What happens now in the island depends largely on the ability of NATO to find some acceptable formula which will allow British forces and administrators to get out. The immediate reaction of the government press here—that we now have no alternative but to stand by the partnership plan—is palpably absurd : partnership cannot be imposed-on unwilling -partners: The only point of continued British occupation for the present (and possibly for some time to come) is to prevent the worse chaos that would arise if we left Cyprus as we left Palestine, without securing an agreed settlement first.
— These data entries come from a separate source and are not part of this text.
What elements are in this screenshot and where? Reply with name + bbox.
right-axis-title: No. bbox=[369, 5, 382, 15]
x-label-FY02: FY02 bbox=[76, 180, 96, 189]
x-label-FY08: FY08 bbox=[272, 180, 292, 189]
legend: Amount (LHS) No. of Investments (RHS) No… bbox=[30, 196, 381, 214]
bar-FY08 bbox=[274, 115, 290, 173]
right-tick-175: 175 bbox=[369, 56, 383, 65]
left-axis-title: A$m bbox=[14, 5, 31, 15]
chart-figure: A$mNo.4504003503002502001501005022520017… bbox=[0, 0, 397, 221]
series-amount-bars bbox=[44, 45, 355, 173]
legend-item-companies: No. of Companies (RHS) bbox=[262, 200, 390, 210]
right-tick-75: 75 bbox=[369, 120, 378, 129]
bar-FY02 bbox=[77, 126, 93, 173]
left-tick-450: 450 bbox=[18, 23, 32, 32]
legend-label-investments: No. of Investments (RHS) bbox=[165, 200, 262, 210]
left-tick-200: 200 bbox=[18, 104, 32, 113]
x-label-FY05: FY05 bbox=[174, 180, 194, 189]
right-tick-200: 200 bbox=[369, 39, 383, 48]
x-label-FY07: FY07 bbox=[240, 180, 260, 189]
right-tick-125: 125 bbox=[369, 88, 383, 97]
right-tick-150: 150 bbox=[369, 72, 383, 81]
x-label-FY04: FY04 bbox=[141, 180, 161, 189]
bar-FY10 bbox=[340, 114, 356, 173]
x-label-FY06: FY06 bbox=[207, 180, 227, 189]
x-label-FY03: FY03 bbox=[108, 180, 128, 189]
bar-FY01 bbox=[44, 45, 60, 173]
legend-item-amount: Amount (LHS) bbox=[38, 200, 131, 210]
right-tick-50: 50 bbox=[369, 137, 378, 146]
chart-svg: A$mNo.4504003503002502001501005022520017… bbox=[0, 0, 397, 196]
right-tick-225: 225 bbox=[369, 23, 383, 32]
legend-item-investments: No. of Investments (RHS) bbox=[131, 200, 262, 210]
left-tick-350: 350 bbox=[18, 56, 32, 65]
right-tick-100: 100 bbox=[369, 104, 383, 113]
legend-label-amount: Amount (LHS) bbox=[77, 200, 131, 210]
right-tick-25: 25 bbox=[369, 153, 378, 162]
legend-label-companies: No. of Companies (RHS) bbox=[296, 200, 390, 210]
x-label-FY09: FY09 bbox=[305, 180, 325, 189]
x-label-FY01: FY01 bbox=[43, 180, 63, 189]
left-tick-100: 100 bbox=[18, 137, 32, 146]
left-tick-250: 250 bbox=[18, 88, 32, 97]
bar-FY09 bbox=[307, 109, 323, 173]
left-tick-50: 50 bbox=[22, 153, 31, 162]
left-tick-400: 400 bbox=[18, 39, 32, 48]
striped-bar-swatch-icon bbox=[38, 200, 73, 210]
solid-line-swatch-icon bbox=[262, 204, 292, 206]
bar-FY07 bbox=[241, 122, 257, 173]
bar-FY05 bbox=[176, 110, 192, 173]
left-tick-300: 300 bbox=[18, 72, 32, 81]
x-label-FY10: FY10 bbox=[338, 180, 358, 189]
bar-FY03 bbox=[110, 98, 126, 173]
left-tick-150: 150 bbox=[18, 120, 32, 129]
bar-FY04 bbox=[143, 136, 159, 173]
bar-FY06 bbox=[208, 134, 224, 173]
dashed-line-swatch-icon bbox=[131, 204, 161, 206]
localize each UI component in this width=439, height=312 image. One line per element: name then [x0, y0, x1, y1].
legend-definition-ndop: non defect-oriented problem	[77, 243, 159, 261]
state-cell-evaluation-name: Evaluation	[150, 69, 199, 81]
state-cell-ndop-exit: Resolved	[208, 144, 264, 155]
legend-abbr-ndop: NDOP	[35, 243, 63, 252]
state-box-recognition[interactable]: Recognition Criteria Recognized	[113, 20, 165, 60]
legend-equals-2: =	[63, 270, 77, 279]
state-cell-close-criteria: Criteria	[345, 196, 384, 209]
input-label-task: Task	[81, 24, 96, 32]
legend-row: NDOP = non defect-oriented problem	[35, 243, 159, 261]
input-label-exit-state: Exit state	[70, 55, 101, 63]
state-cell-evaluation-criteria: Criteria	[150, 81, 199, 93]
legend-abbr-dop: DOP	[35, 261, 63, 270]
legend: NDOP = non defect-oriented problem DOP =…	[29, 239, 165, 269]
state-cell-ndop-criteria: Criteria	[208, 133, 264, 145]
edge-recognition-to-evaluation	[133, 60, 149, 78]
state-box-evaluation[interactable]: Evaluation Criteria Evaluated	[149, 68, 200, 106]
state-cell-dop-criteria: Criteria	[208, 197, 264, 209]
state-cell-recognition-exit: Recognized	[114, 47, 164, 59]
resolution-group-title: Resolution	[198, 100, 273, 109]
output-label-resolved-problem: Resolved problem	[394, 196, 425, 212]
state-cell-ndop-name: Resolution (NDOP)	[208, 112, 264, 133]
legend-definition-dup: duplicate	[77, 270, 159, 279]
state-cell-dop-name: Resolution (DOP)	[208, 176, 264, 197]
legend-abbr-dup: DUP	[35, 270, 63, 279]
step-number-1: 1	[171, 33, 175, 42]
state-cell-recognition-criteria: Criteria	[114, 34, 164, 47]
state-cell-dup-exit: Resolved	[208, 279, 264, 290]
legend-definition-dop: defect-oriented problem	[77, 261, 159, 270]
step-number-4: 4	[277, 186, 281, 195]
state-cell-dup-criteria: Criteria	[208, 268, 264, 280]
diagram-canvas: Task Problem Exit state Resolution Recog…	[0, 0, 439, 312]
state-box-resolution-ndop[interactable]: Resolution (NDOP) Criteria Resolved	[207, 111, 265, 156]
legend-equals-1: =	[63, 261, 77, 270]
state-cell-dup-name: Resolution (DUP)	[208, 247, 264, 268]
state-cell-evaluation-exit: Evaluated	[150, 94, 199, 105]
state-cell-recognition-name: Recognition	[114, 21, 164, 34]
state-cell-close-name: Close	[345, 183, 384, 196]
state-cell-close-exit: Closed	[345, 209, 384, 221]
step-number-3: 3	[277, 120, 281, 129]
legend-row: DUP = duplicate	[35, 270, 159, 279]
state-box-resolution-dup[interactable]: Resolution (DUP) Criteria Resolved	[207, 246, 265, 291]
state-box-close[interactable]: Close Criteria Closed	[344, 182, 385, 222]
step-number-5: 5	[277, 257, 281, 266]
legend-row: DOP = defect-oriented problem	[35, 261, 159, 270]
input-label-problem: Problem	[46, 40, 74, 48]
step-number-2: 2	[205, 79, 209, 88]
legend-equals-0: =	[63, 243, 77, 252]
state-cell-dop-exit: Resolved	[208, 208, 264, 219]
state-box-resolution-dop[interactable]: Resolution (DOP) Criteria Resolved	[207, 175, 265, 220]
This will mean, in effect, that we must cni- tinue to administer the island's affairs; but then. should be no pretence that we are doing so for any other purpose than as a stop-gap. The attempt at Cyprus-is-British colonial rule, under General Lord Harding, was a disastrous failure, as it was bound to be from the start : it cannot be repeated. Now, the attempt at enlightened rule, under Sir Hugh Foot, has also failed. There is nothing left but to extract ourselves from a hopeless situa- tion; the best we can expect is that NATO will enable us to get out of the island before worse befalls.